§ **TASK DESCRIPTION**
Write out again only the lines between the one with "reading: 102 °C" and the end of the records below, both ends counted, and don't include the pictures.

§ **STORED DATA**

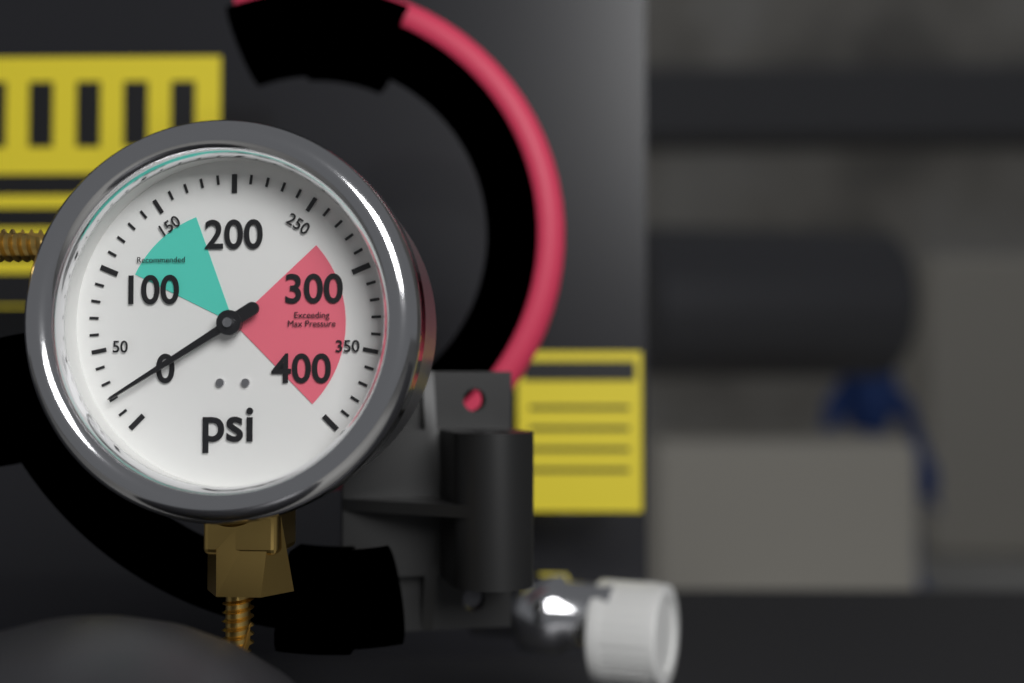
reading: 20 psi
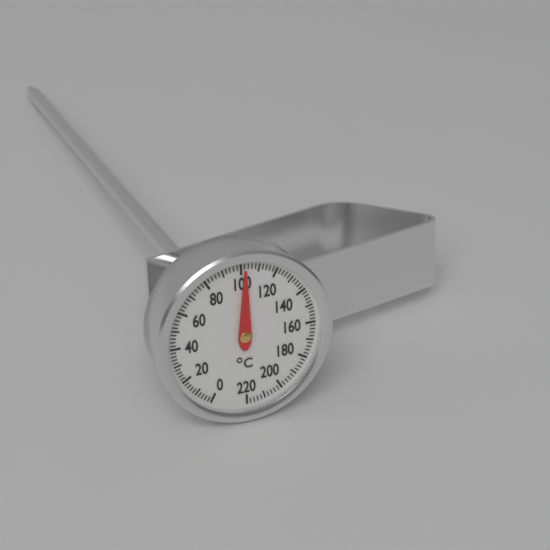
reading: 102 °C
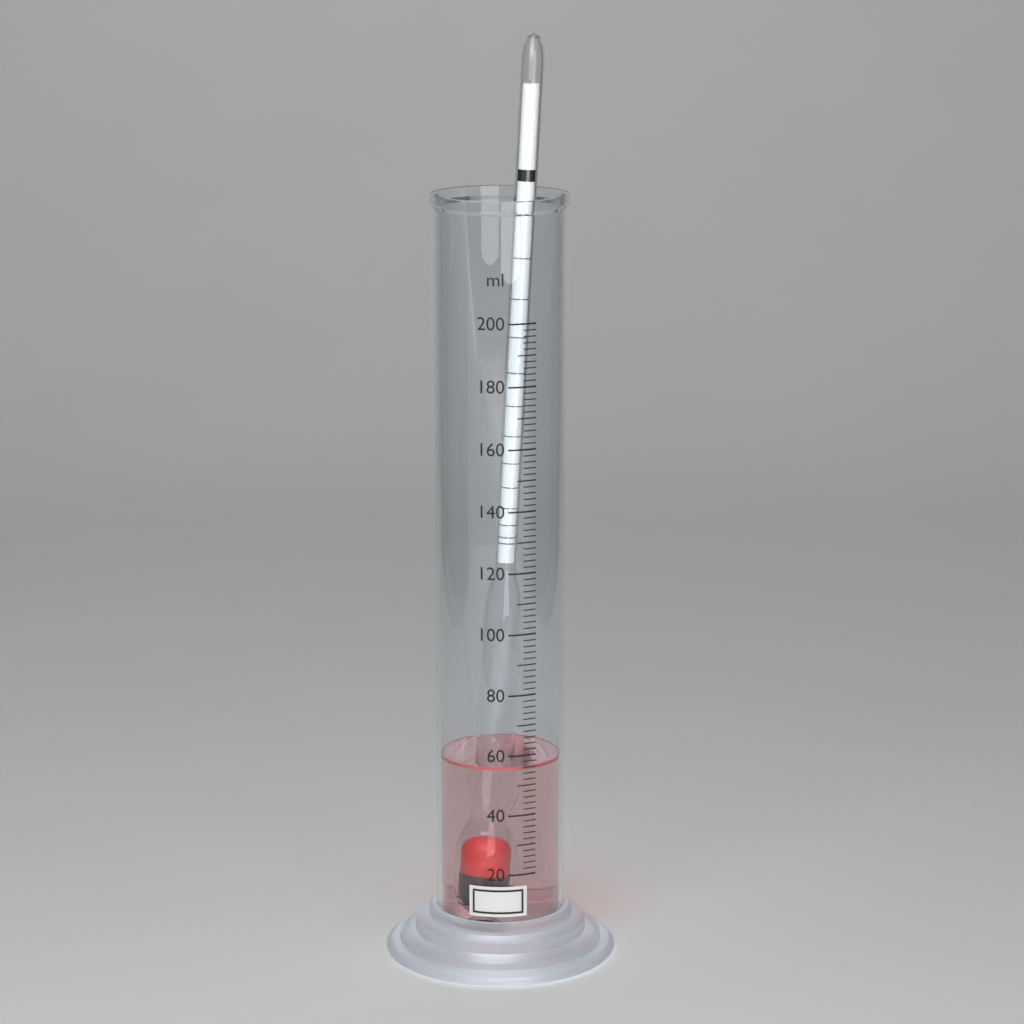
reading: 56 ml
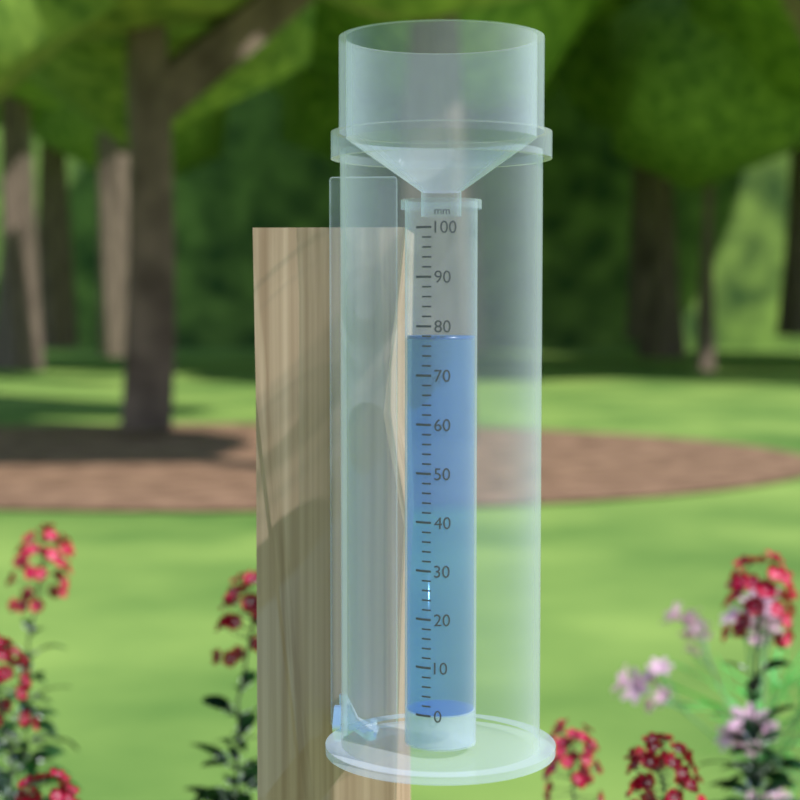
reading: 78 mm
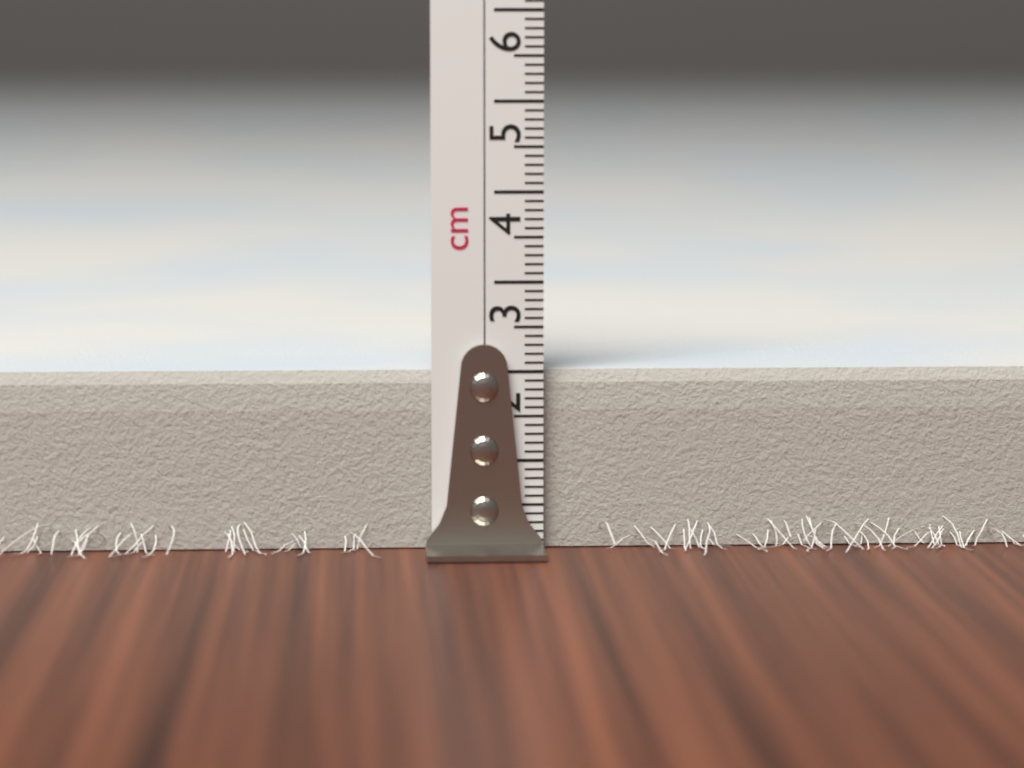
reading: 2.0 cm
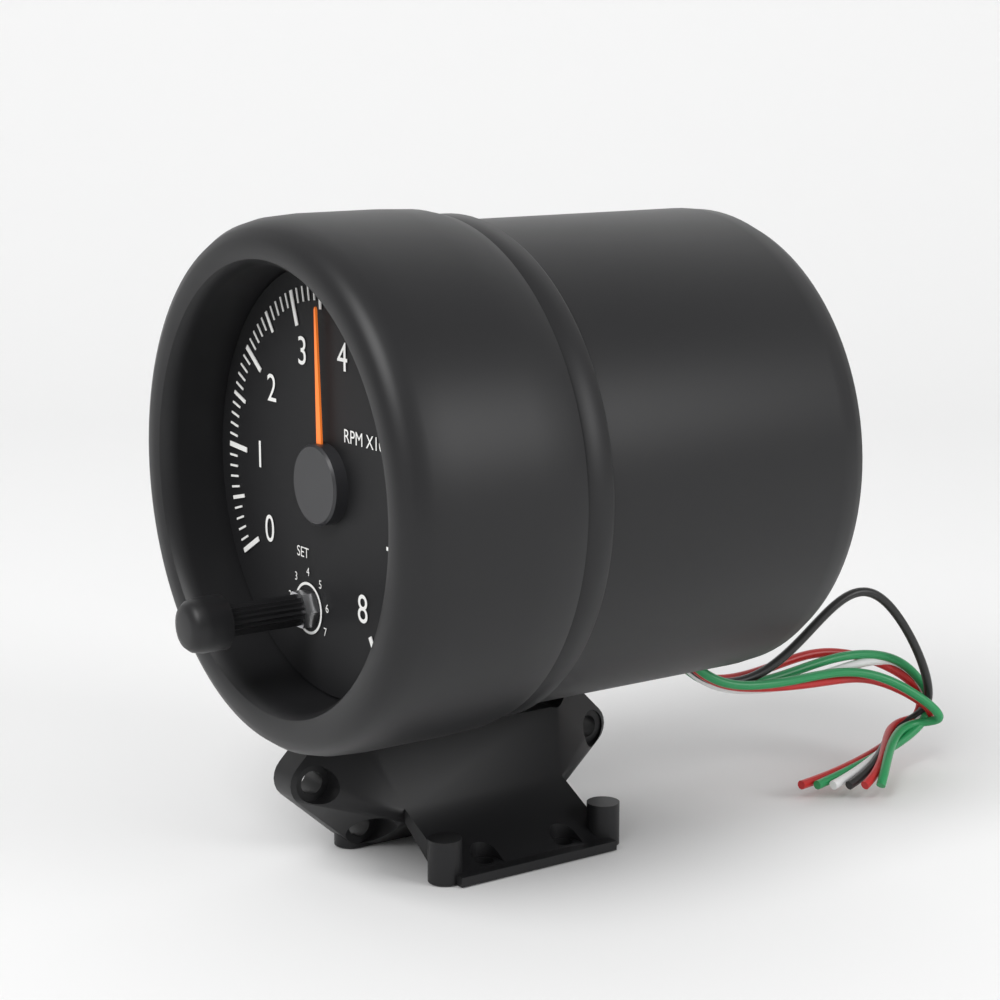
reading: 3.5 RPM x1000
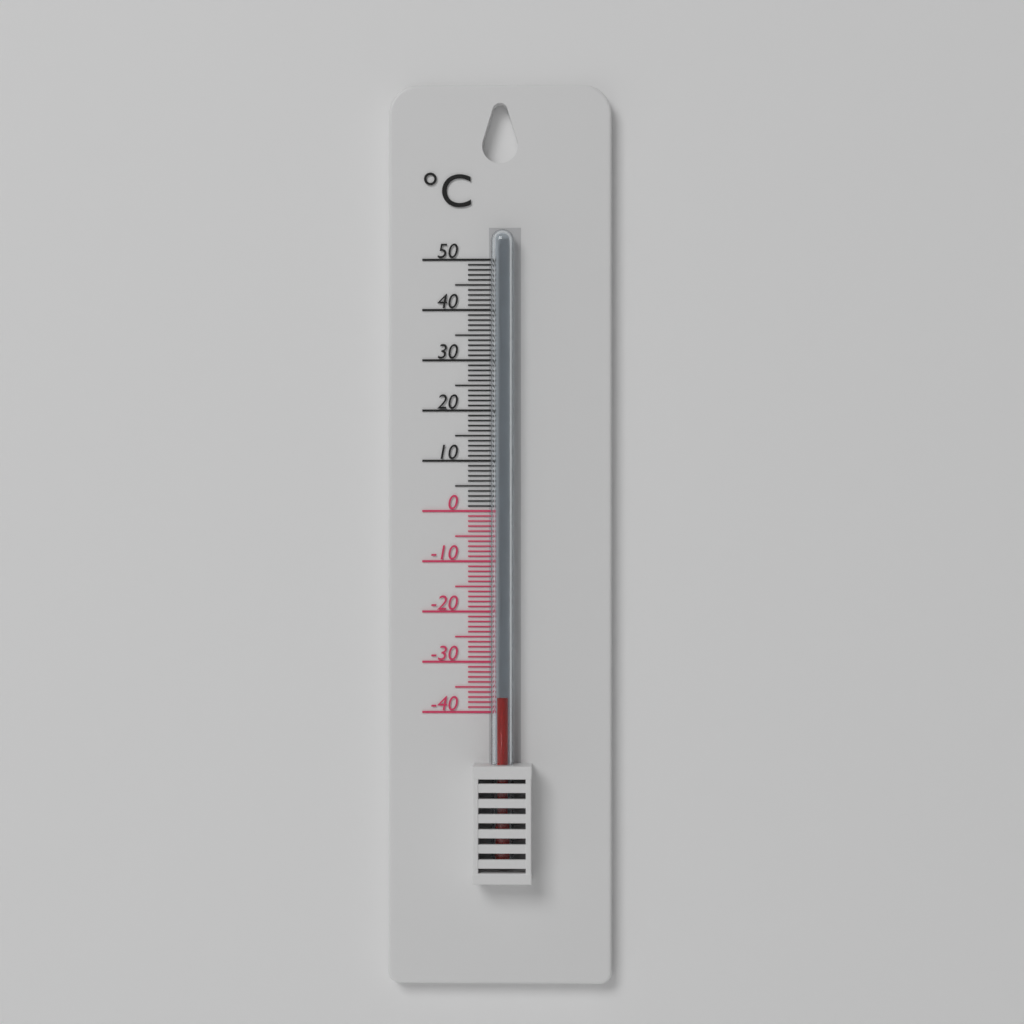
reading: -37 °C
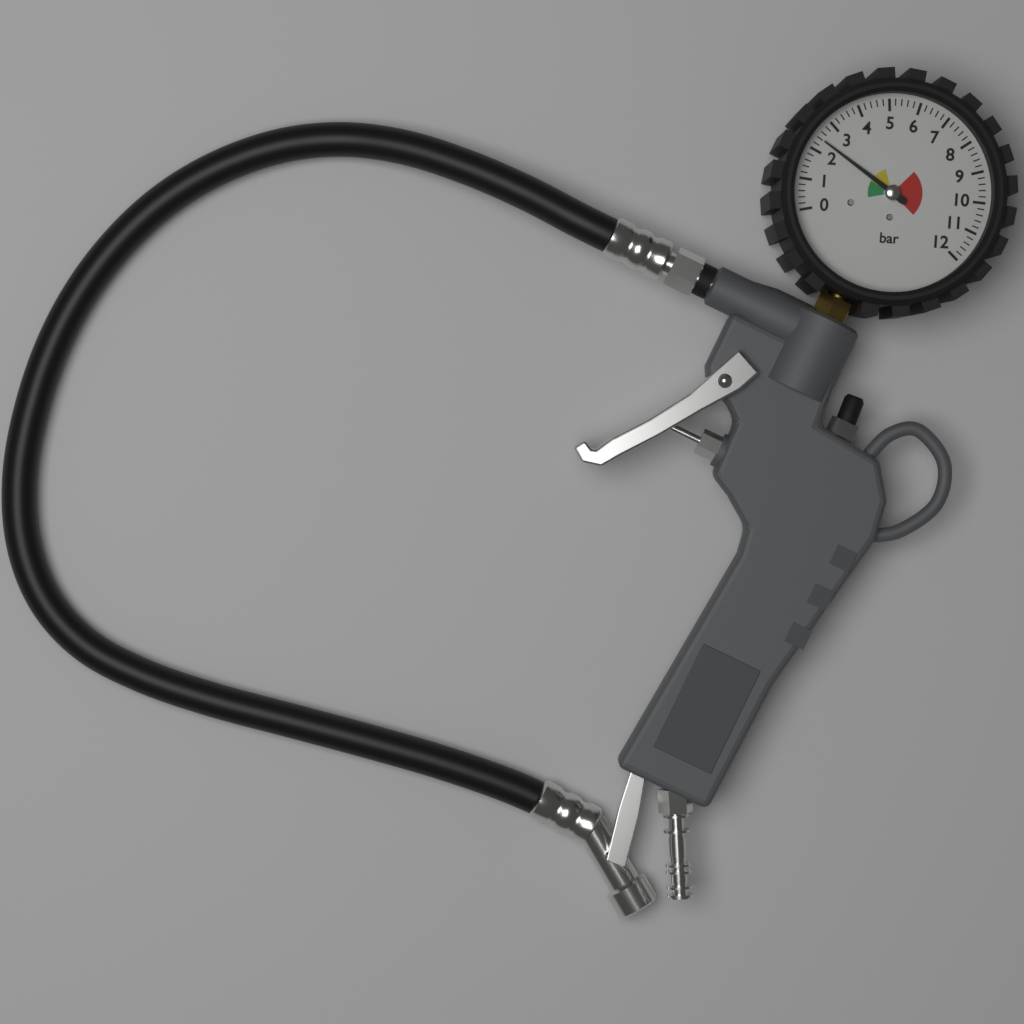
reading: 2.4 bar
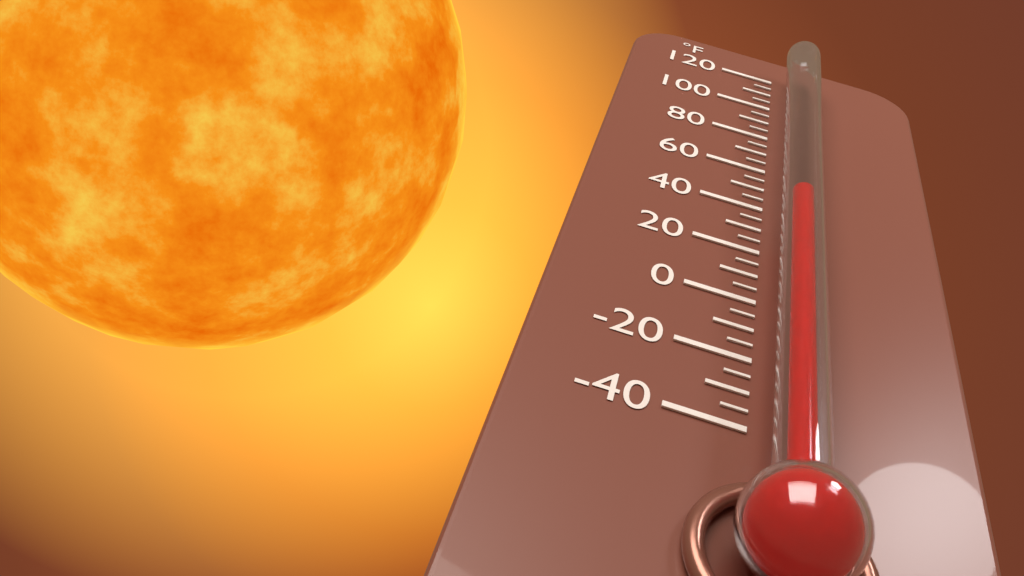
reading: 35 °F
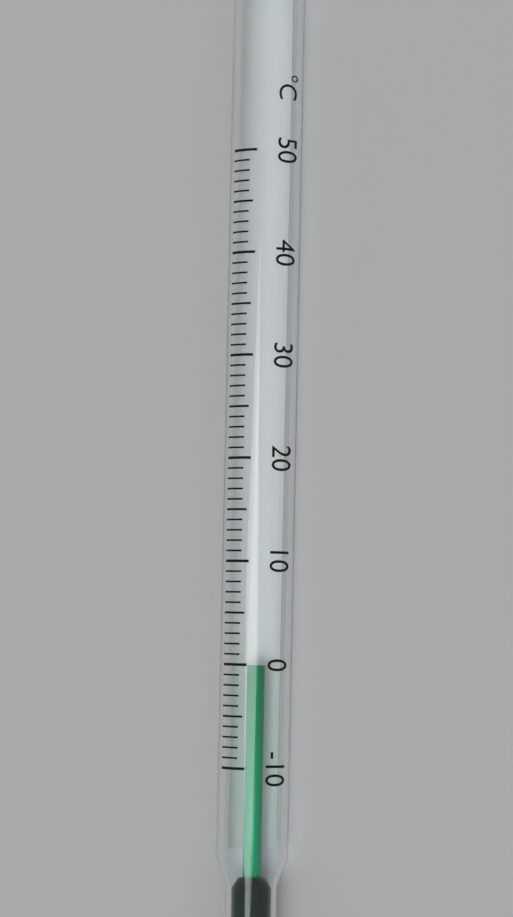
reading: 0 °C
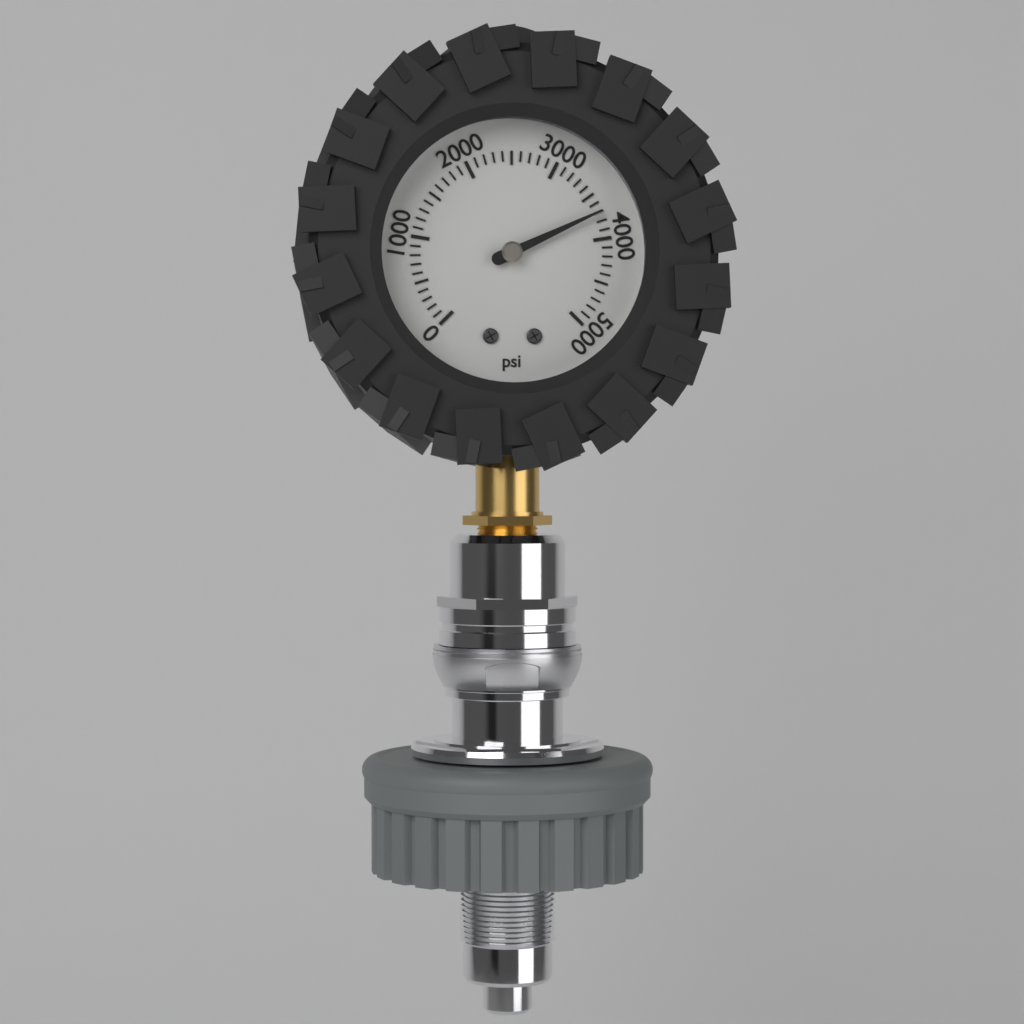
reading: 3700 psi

§ **RESULT OF THE EXERCISE**
reading: 102 °C
reading: 56 ml
reading: 78 mm
reading: 2.0 cm
reading: 3.5 RPM x1000
reading: -37 °C
reading: 2.4 bar
reading: 35 °F
reading: 0 °C
reading: 3700 psi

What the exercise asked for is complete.